Data Portability: Facebook, Google and MySpace
By now we’ve all read the recent data portability announcements by Google (Friend Connect), MySpace (Data Availability) and Facebook (Facebook Connect) to extend social functionality outside of their walls to any website.
Since these announcements were made I’ve been asked for my opinion about what it means to web publishers, the market and KickApps. I believe all three will be useful but the key point if you’re a publisher is to what degree do YOU want and need to own YOUR site’s audience’s’profile data and activities data. This will dictate how you use or don’t use any of the three.
At the highest level, core to every publisher is its brand, editorial content/voice and relationship with its audience. As the web becomes more social, access by the publisher to their audience’s Profile and Social Graph (audience data and activities) becomes extremely important. Having this information becomes a powerful tool that delivers deep insight into their audience, which informs editorial programming and marketing. Crucially, it plays a huge role in delivering truly targeted advertising.
While Google, MySpace and Facebook’s initiatives allow publishers to import more data from the big social networks into their own users’ experiences which will help to seed a new niche community, the CORE piece that is missing is that they don’t empower publishers to aggregate their own membership and fully access their member’s Social Graph.
To achieve this, publishers will want control of their own community profile management, reporting and social graph engine—the heart of what KickApps provides. It’s also important to publishers that core applications (UGC, social networking, widgets, programmable video players, media management, member management), along with 3rd party apps (OpenSocial and Facebook), are also fully integrated with their members’ social graph and member data out of the box.
Net-net, I believe the data portability initiatives are a good thing for the industry. KickApps will integrate with MySpace Data Availability, Google Friend Connect and Facebook Connect such that our publishers can quickly accelerate growth of their own audience by tapping into the “friends” their members already have on the big social networks. In that respect KickApps is not only the foundation of your social graph engine but is a serious accelerator for publishers looking to get the benefits of any “openness” provided by the big social networks while retaining ownership and control of their own audience and social graph data.

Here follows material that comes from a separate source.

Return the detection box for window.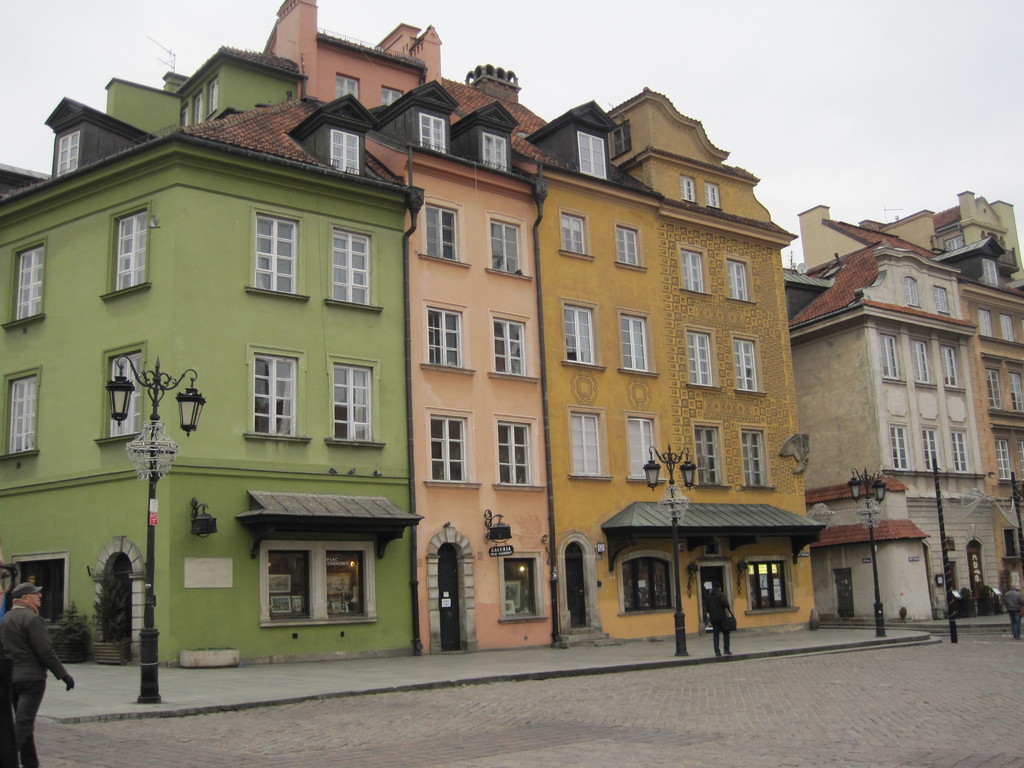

As always, the devil is in the details and we’ll all have a front row seat as it develops.
I’m sure the discussion around this will continue in the weeks and months to come. So far, Mike Gunderloy of Web Worker Daily’s post, “Google Friend Connect: What’s the Point?” resonates most with me as he examines this from a web publisher’s point of view. Charlene Li’s blogs about Facebook Connect and Google’s Friend Connect are also a good read, as is Stacey Higginbotham’s post on GigaOM, “Prying Open the Social Graph.”
UPDATE: Eric, KickApps’ founder’s take on this can be found here. Also, Marshall Kirkpatrick has great analysis of this as usual.